The research planned in KISSKI is designed to increase efficiency in the use of the service centre’s infrastructure and to empower users to apply AI. The research is divided into four interrelated research themes and supports the service centre: where research is successful, emerging prototypes will be taken up and integrated into the services to further improve them.
Scalable AI training and highly available inference for sensitive data
The scaling of time-critical AI models is particularly important in the operational management and planning of energy grids, in energy trading and in acute medical diagnostic tasks. Reliable adherence to a promised time to completion (TTC) during inference is crucial.
Semi-automatic scaling of AI models
Big data is the key to good AI models. However, machine learning workflows are often developed by users for smaller data sets on a workstation. Moving from a single workstation to efficient parallel training in a high-performance computer is a challenge. SMEs are also at a competitive disadvantage here, as processing large amounts of data is cost-intensive. They are particularly dependent on cost-effective strategies for learning from large data sets. For this purpose, basic model properties, such as the network architecture of deep learning models, are investigated and their performance, resource requirements and interpretability are estimated, and model hyperparameters are defined.
Exploiting heterogeneous hardware for AI models
GPUs provide an efficient parallel architecture for training and inference and are therefore widely used in the exploitation of AI models. However, there are other architectures, such as Graphcore accelerators, FPGA or Google TPU, which are more efficient in many cases. Neuromorphic chips like Intel’s Loihi promise further efficiency gains with low power consumption. For a comparison, simply porting an AI workflow to different architectures is time-consuming and does not always lead to a fair result. Often, improvements are possible through further adaptations, e.g. with FPGAs, computational accuracy can be traded off for speed. Neuromorphic systems, on the other hand, require specially adapted algorithms that make it much more difficult for users to get started, but enable significant improvements in energy consumption and training and inference times.
Secure and efficient data management
Managing training data is challenging because of its properties (5-Vs: Volume, Velocity, Variety, Veracity, Value). It is desirable to have a central data infrastructure with data governance to ensure quality, integrity and security (data protection, confidentiality) of the stored data, as well as compliance with the FAIR principles (findable, accessible, interoperable, re-usable), whereby users gain data sovereignty over their multimodal data and time series. Instead, a project-specific and often minimalist tool solution is typically used. This leads to data silos and makes the exchange of data drastically more difficult. The particular challenge in KISSKI is that simple and efficiently scalable access for authorised users must go hand in hand with the necessary protection against unauthorised access. KISSKI data governance must therefore establish a workflow that enables secure and scalable data processing based on current encryption technologies and dynamically allocatable, isolated computing nodes.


Directions for this task: Search the records for the word "parabola" and report each line that has it.

Source records:
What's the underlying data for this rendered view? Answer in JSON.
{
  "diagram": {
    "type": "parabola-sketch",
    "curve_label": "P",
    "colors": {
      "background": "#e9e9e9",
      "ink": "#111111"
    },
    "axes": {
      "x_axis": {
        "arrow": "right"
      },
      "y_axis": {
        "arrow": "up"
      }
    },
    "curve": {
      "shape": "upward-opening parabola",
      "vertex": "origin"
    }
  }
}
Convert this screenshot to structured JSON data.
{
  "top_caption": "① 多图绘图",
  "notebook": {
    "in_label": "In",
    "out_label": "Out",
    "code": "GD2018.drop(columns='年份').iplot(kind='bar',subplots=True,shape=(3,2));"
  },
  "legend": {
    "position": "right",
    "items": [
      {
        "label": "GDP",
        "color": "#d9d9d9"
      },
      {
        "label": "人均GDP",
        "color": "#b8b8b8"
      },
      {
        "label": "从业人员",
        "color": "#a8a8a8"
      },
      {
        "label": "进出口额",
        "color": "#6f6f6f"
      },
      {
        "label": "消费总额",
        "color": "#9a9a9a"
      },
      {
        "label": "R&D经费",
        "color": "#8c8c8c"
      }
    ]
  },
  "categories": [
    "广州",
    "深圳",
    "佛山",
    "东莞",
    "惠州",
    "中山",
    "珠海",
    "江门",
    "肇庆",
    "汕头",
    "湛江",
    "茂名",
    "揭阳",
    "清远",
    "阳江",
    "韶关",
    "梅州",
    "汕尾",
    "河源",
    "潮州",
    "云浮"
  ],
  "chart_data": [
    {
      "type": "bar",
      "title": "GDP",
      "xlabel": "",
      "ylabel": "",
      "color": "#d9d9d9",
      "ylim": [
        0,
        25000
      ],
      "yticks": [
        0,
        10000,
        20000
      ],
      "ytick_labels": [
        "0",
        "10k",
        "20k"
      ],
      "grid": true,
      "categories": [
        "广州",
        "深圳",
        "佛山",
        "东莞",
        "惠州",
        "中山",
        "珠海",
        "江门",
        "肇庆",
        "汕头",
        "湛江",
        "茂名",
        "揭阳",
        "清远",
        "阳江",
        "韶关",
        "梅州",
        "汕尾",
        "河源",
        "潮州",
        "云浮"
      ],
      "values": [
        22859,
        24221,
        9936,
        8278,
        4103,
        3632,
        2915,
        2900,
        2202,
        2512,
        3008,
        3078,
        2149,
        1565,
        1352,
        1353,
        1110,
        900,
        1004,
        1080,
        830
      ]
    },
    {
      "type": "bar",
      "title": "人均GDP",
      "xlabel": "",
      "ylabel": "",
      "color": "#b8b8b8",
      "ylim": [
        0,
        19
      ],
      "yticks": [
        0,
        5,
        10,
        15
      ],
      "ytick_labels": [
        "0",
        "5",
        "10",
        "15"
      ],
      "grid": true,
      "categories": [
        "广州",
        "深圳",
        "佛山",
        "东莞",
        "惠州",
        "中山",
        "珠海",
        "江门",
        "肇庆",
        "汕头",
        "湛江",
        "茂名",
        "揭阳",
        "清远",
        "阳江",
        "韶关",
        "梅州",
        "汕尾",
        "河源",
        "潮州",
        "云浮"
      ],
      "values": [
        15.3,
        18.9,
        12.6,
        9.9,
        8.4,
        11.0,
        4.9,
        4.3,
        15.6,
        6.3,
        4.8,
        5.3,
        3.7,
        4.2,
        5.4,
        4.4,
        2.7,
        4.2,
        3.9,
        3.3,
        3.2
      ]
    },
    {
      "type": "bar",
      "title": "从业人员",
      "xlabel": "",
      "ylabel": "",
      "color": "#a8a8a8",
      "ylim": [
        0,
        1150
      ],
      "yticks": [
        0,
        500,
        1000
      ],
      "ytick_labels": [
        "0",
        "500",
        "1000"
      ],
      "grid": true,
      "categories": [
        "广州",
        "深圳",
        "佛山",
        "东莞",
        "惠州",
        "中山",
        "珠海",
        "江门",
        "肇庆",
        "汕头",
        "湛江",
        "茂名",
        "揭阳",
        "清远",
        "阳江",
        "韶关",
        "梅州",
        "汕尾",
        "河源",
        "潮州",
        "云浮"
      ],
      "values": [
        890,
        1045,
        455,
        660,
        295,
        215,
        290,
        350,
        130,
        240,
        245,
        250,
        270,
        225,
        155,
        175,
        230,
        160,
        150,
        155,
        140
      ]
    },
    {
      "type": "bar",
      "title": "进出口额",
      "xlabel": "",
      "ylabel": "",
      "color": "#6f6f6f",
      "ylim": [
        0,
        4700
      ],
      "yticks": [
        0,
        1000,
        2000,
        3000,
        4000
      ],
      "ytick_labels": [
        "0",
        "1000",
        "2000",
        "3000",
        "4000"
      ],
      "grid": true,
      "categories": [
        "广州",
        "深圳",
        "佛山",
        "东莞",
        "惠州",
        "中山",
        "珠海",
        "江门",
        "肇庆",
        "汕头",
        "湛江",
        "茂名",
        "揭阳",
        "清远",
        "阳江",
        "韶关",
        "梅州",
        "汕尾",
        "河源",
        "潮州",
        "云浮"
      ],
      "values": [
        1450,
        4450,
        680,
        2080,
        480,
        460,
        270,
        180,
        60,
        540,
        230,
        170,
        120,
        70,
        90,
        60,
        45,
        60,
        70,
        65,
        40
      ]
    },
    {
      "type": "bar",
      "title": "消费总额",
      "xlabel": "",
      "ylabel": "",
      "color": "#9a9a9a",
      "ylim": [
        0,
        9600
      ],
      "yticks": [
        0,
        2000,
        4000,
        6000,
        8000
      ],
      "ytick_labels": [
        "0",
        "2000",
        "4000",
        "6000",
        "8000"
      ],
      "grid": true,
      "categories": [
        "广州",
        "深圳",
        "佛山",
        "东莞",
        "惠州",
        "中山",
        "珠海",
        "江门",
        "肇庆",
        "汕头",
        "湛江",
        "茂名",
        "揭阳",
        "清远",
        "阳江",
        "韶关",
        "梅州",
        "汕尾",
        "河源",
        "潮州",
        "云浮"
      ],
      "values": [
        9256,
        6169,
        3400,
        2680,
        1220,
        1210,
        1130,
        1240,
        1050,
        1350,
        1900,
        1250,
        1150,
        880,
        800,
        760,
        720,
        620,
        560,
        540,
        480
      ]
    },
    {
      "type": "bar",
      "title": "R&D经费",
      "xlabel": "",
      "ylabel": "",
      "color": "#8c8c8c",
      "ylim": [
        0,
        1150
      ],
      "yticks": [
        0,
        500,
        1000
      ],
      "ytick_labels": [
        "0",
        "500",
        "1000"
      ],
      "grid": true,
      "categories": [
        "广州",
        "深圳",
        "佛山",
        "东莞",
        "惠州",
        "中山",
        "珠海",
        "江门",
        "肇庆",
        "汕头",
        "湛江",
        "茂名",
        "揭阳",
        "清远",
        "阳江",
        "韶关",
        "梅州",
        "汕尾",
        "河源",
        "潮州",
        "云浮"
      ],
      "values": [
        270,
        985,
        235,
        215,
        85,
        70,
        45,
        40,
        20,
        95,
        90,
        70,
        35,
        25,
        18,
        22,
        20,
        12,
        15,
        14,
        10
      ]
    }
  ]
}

Task answer:
    "type": "parabola-sketch",
      "shape": "upward-opening parabola",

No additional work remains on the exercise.